SocialDeck, which has workers in Toronto and San Francisco, received financing from the BlackBerry Partners Fund in early 2009.
“We were very impressed with the team’s talent as well as the technically advanced platform engaging mobile experiences they’ve built,” Google said in a statement. The team will work in partnership with Google staff in Waterloo, Ontario, Google said.
“We’re pleased to welcome them to Google, and we think they’ll be great contributors in partnership with the Google Waterloo team as we continue to innovate in the mobile space.”
Most of Google’s recent acquisitions have been related to social networking and games, fueling speculation that the company plans to release a new social-networking service, potentially centered on games, to compete with Facebook.
According to the Wall Street Journal, Google has been in talks with popular game developers to offer their products on “a new service it is building” (courtesy of WSJ’s “people familiar with the matter”). Perhaps the acquisition of SocialDeck shows the direction in which Google wants to go with its rumored new gaming service–games that work seamlessly across multiple platforms and devices, that is. The WSJ reports that the companies in talks include Playdom Inc., EA’s Playfish, and Zynga.
Google acquired Angstro, a company known for its Knx.to product (a centralized address book that combines a user’s connections from social networks), just a few days prior to this latest acquisition. It previously acquired social games developer Slide, virtual currency maker Jambool, and visual shopping engine Like.com.

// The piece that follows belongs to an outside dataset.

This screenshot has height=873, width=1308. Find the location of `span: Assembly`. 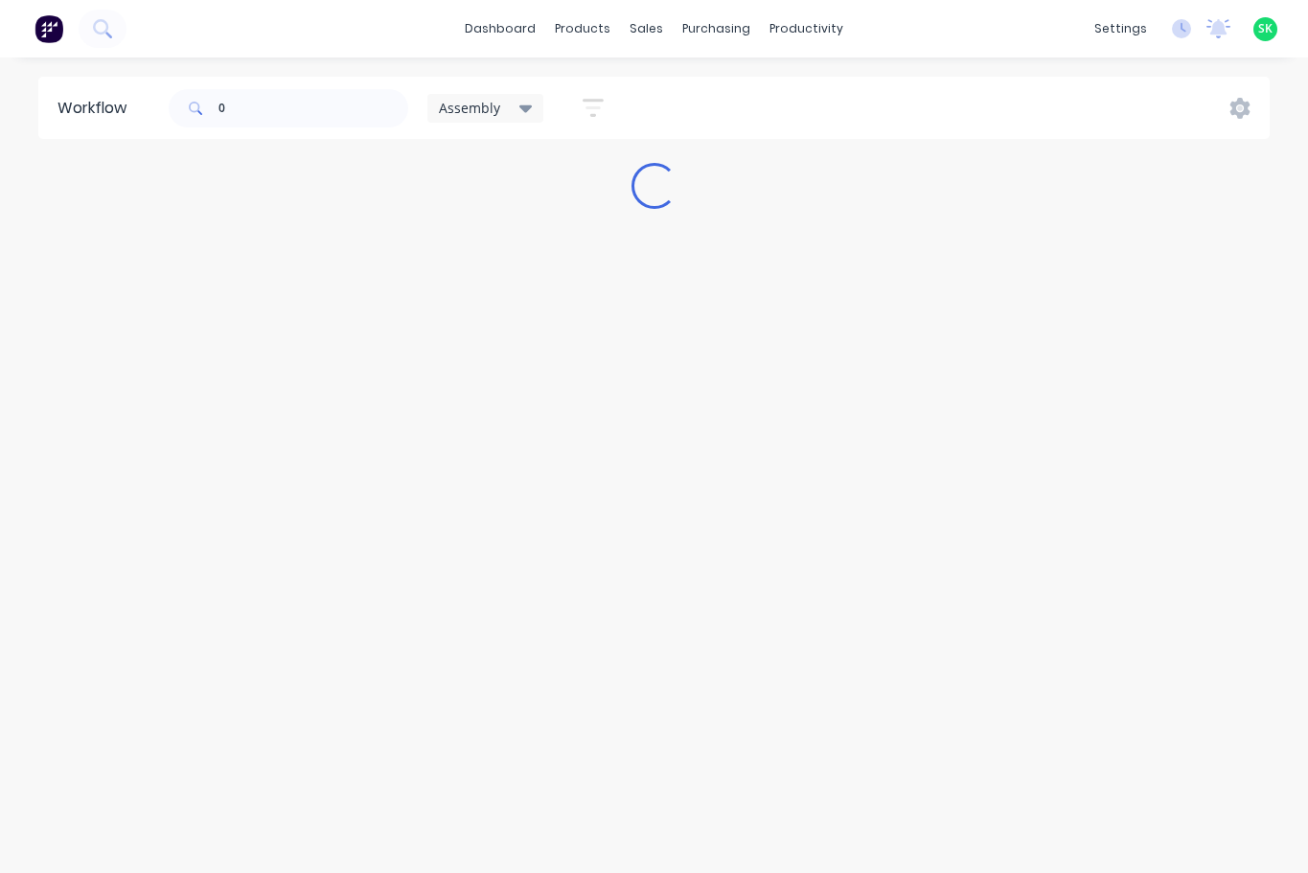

At Google, SocialDeck workers will join those from Angstro, the fourth company acquired by Google in the past month, that built a product called Noteworthy News that delivers news about people and companies in a user’s professional network. Angstro said on Friday that Google had acquired it.
The real question is this: is Google about to roll out some funky new life-changing social network, or does it just want to own everything that’s that’s tangentially related to social networks?
With notes from Nancy Gohring, who covers mobile phones and cloud computing for The IDG News Service.